USA TODAY US Edition

GOP health bills are a disaster for opioid crisis

- Vivek Murthy Vivek Murthy was surgeon general of the United States from 2014 to 2017.

America’s addiction crisis is the defining public health challenge of our time. In 2015, more than 52,000 Americans died of drug overdoses, the majority related to opioids — far more than died from car accidents. More than 20 million Americans live with substance use disorders, leading to immeasurab­le suffering and costing our nation a staggering $442 billion in health care costs, lost productivi­ty and criminal justice expenses.

Tragically, the American Health Care Act passed by the House would be a major step backward in addressing the addiction epidemic, and the Senate is on the same harmful path.

Wherever I traveled as surgeon general, from Rust Belt cities to remote Alaskan fishing villages, I saw the toll of addiction on individual­s and families who struggled with treatment shortages and the loss of loved ones to opioid overdoses. These stories compelled me to launch the Turn the Tide Rx initiative to improve opioid prescribin­g and to issue the first Surgeon General’s Report on Alcohol, Drugs, and Health last year.

Crystal Oertle was one person whose story stuck with me. She wrestled with opioid addiction for more than a decade. She started taking Vicodin at 20 and eventually progressed to heroin. She knew she was putting herself and her two children in danger. Yet each time she tried to stop, the crippling symptoms of withdrawal pulled her back.

Fortunatel­y, Crystal found a treatment program in her small Ohio town in 2015. It offered reg- ular meetings with a doctor, group counseling and a reliable prescripti­on for buprenorph­ine — an evidence-based scientific approach known as Medication­Assisted Treatment. With time, treatment and hard work, Crystal rebuilt her life.

A successful recovery like Crystal’s almost always requires insurance coverage that includes treatment for substance use disorders.
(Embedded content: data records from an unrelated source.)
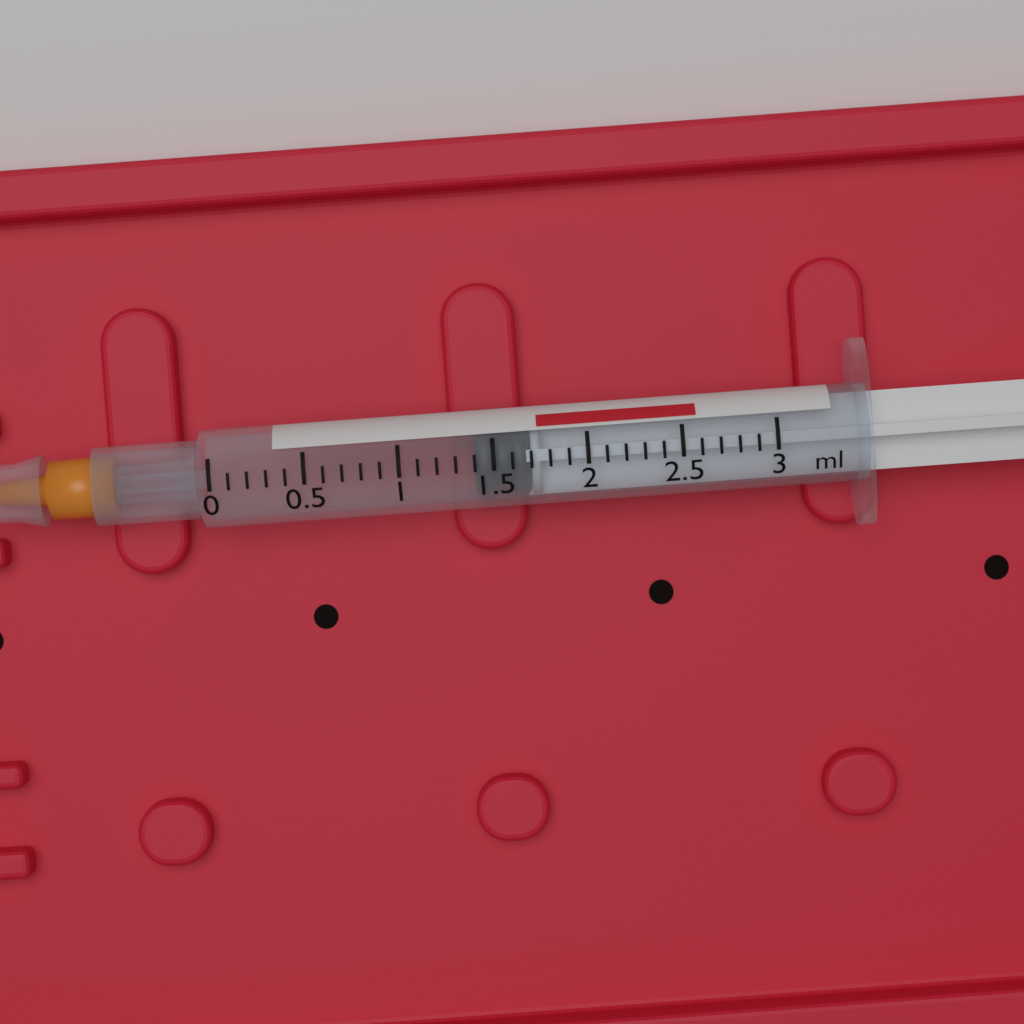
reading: 1.4 ml
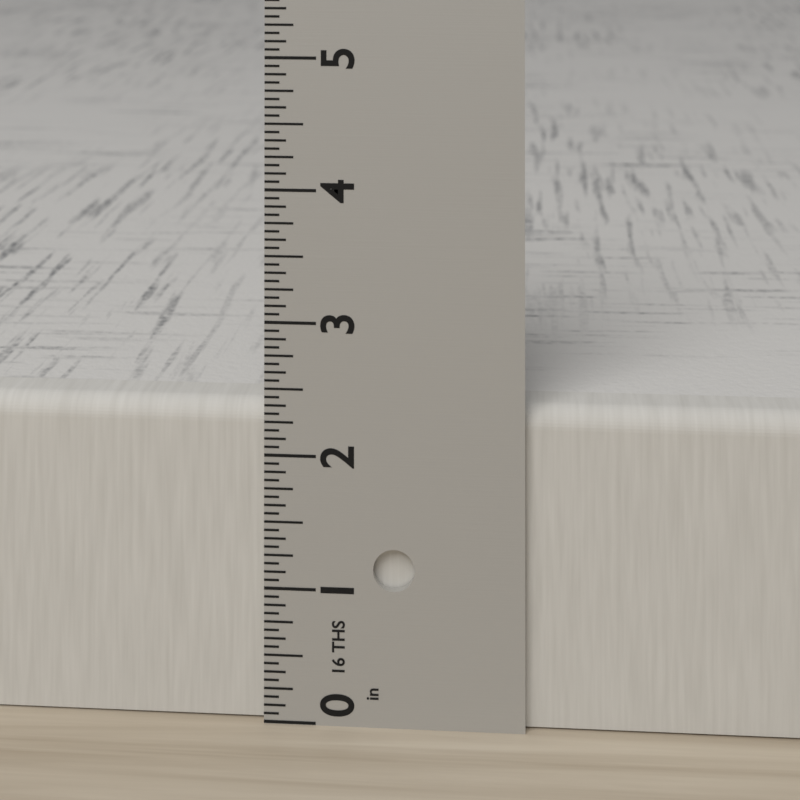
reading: 2.3750 in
The 2010 Affordable Care Act (ACA) expanded Medicaid coverage to millions of people, including many living with substance use disorders. Senators from both parties have publicly acknowledg­ed the Medicaid expansion’s importance in improving access to addiction treatment. But the House and Senate bills would take it away.

In addition, before the ACA, a third of those in the individual market were not covered for such disorders. People would often find out too late that their plans did not pay for the care they needed. The ACA changed this by requiring that all insurance plans cover addiction treatment as an essential health benefit.

The House and Senate bills would once again allow insurance companies to opt out of providing this treatment. Ultimately, they would place coverage out of reach and weaken patient protection­s for millions struggling with addiction.

Martin Luther King Jr. said, “The time is always right to do what is right.” It’s time to put people over politics and expand coverage and access to addiction treatment for millions of Americans who need it.